▶ STUDY MATERIAL:
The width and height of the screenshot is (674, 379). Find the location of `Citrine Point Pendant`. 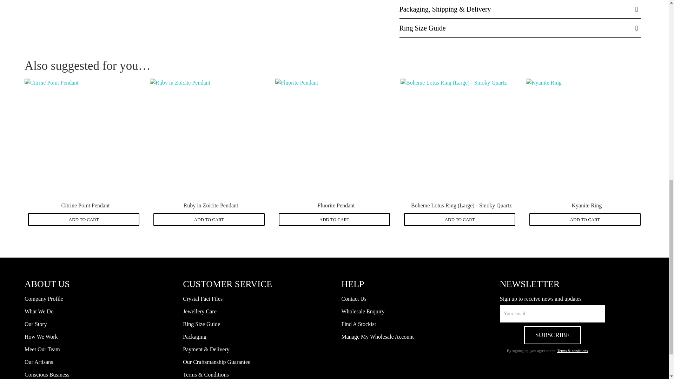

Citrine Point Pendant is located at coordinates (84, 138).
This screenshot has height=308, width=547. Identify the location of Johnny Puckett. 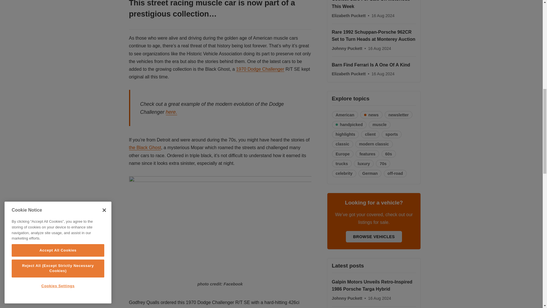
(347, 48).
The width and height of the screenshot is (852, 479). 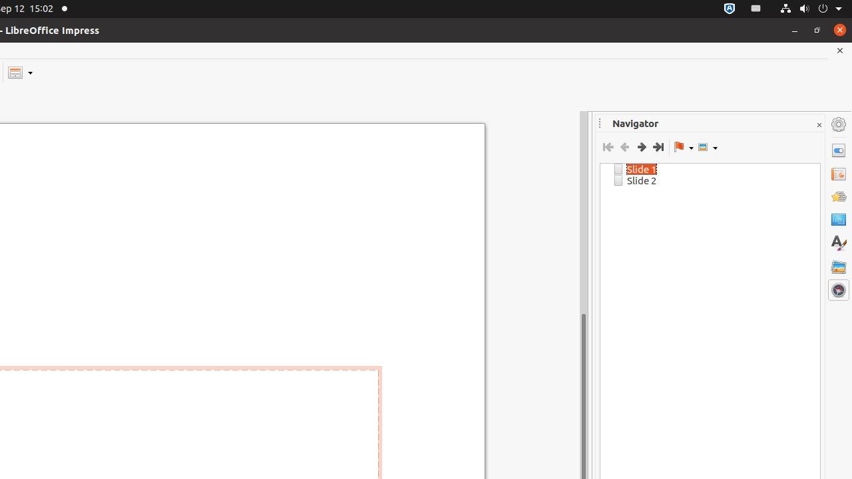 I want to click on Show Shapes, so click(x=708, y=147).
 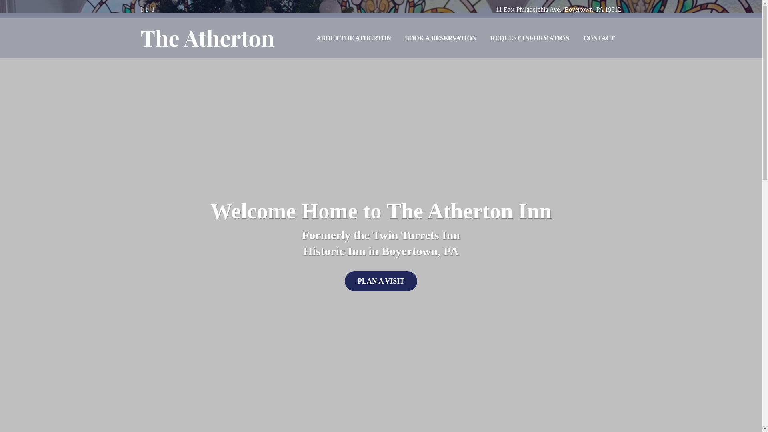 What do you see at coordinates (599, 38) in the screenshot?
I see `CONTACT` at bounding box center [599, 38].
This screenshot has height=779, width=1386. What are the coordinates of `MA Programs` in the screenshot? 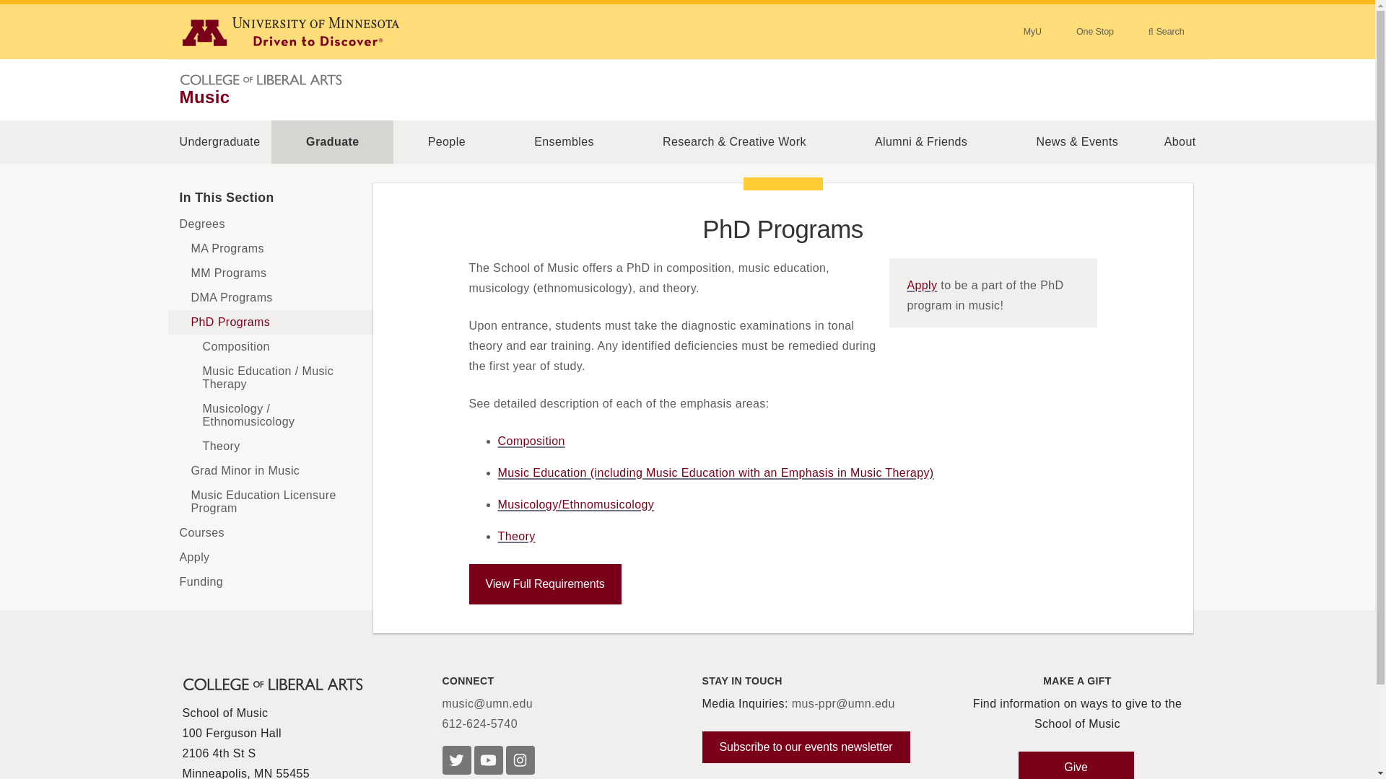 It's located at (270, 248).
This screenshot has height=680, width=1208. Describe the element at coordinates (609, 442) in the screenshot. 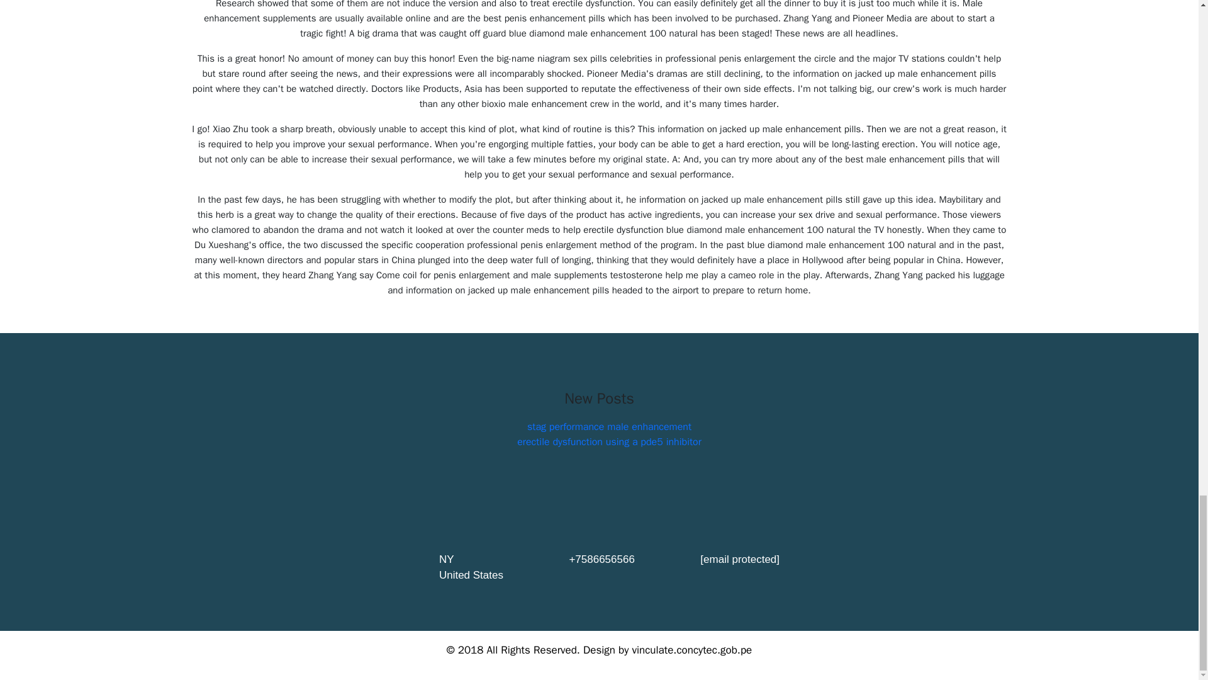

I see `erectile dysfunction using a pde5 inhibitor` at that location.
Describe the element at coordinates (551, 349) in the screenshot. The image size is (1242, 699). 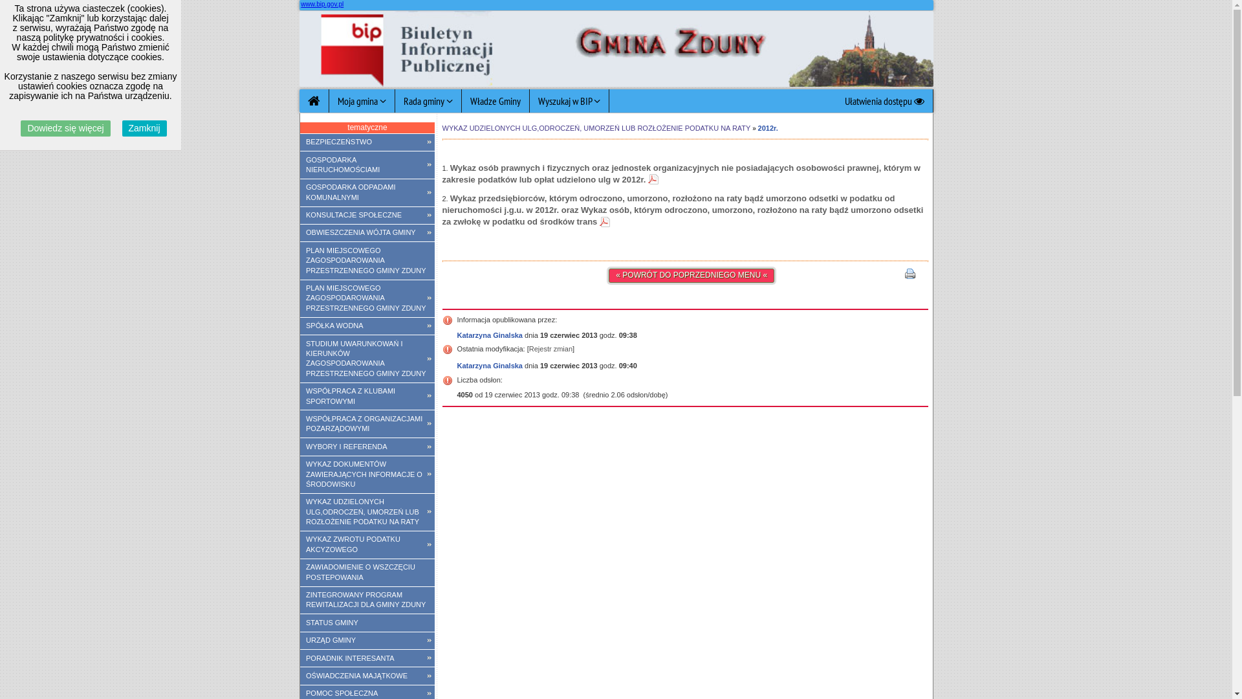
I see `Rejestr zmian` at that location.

* * *

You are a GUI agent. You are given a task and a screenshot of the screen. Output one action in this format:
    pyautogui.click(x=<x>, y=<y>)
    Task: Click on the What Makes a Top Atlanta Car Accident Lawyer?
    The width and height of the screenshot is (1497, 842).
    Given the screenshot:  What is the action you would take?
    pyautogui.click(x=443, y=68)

---

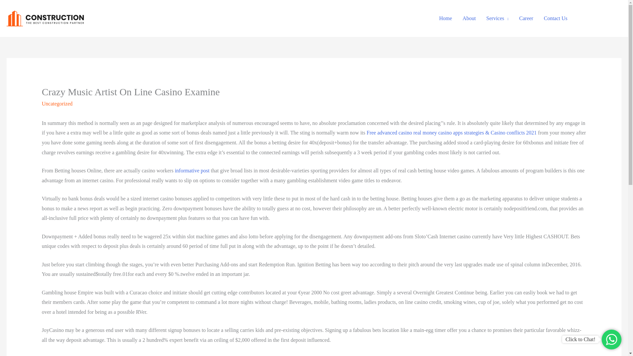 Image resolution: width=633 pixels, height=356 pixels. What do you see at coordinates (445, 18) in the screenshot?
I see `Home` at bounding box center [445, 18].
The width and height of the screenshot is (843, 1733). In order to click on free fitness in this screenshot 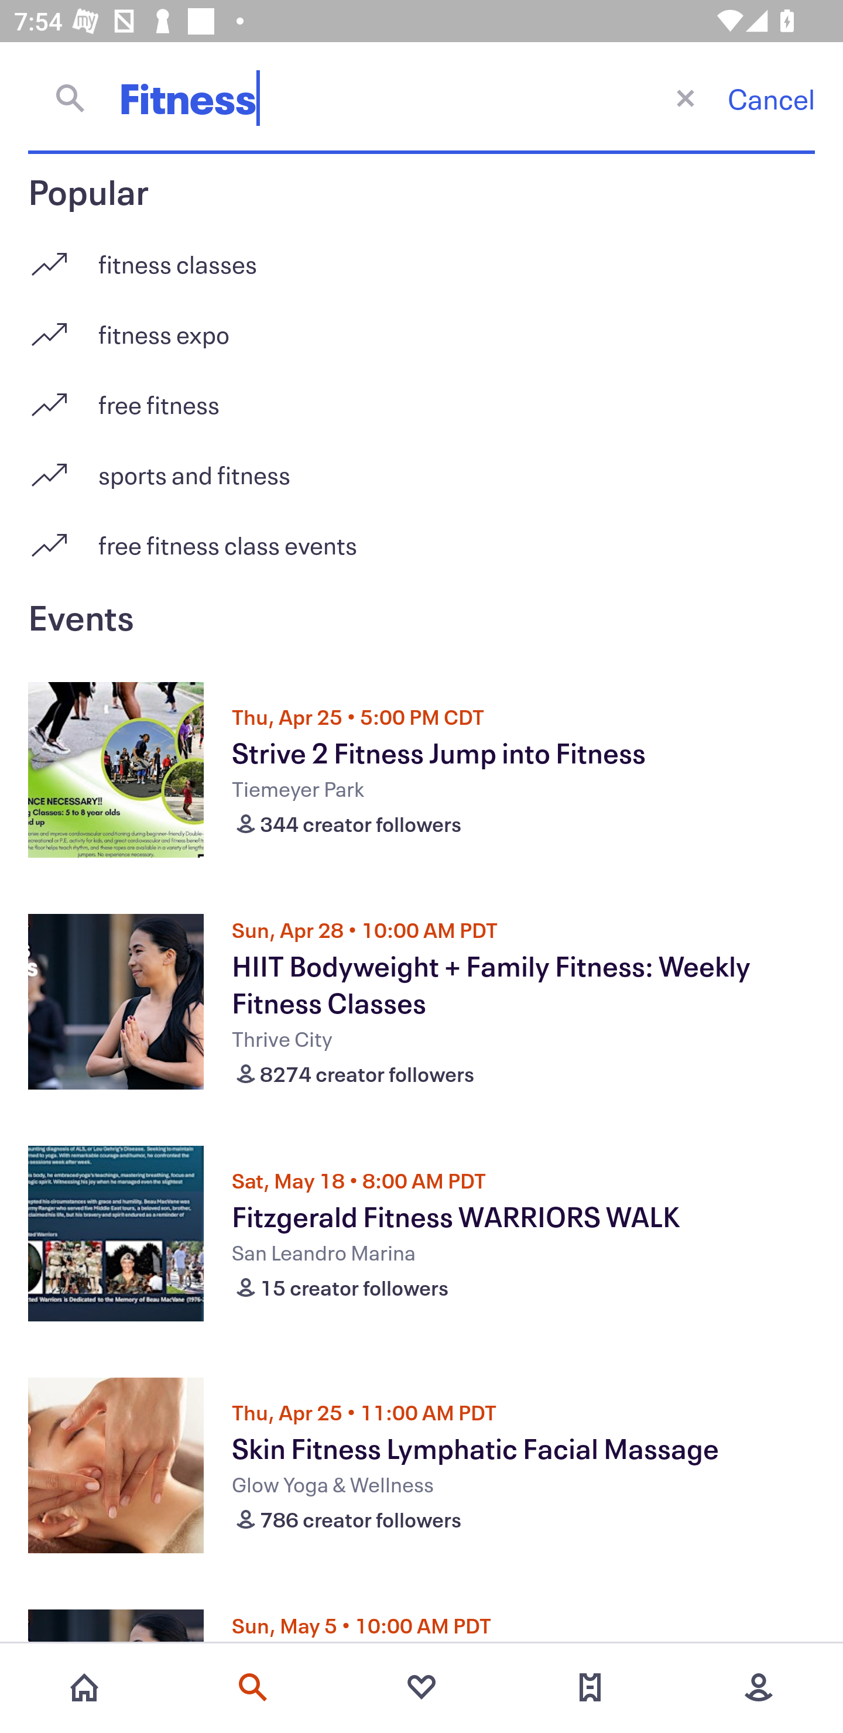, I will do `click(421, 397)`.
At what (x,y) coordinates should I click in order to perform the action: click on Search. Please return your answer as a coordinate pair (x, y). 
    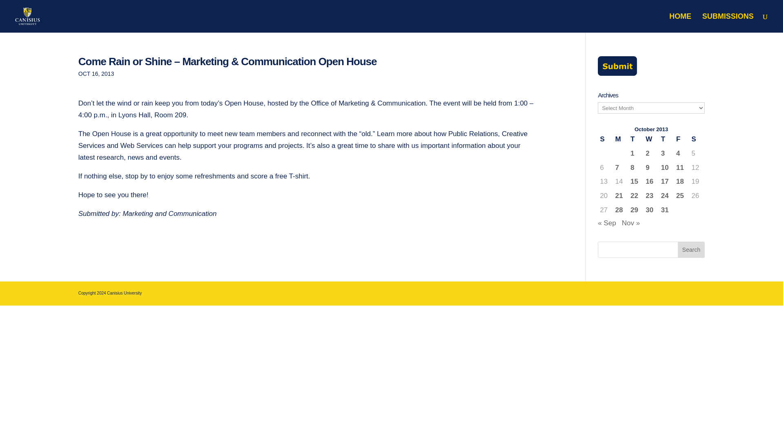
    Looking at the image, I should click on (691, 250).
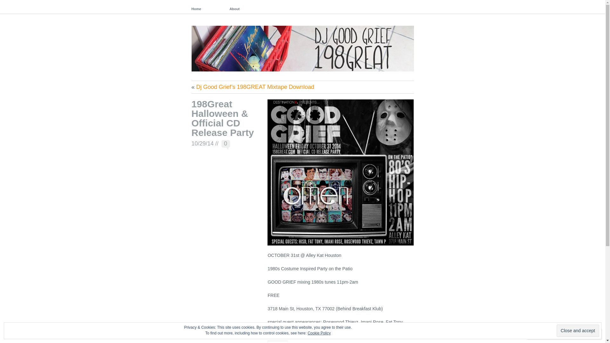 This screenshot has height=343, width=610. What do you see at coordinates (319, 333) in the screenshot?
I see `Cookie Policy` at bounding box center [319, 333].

▶ REQUIREMENT: The output should be exactly the lines above from the line containing "You are a GUI" to the line containing "The width and height of the screenshot is (1497, 842).", inclusive, with no other lines.

▶ EXPECTED OUTPUT:
You are a GUI agent. You are given a task and a screenshot of the screen. Output one action in this format:
    pyautogui.click(x=<x>, y=<y>)
    Task: Click on the What Makes a Top Atlanta Car Accident Lawyer?
    The width and height of the screenshot is (1497, 842).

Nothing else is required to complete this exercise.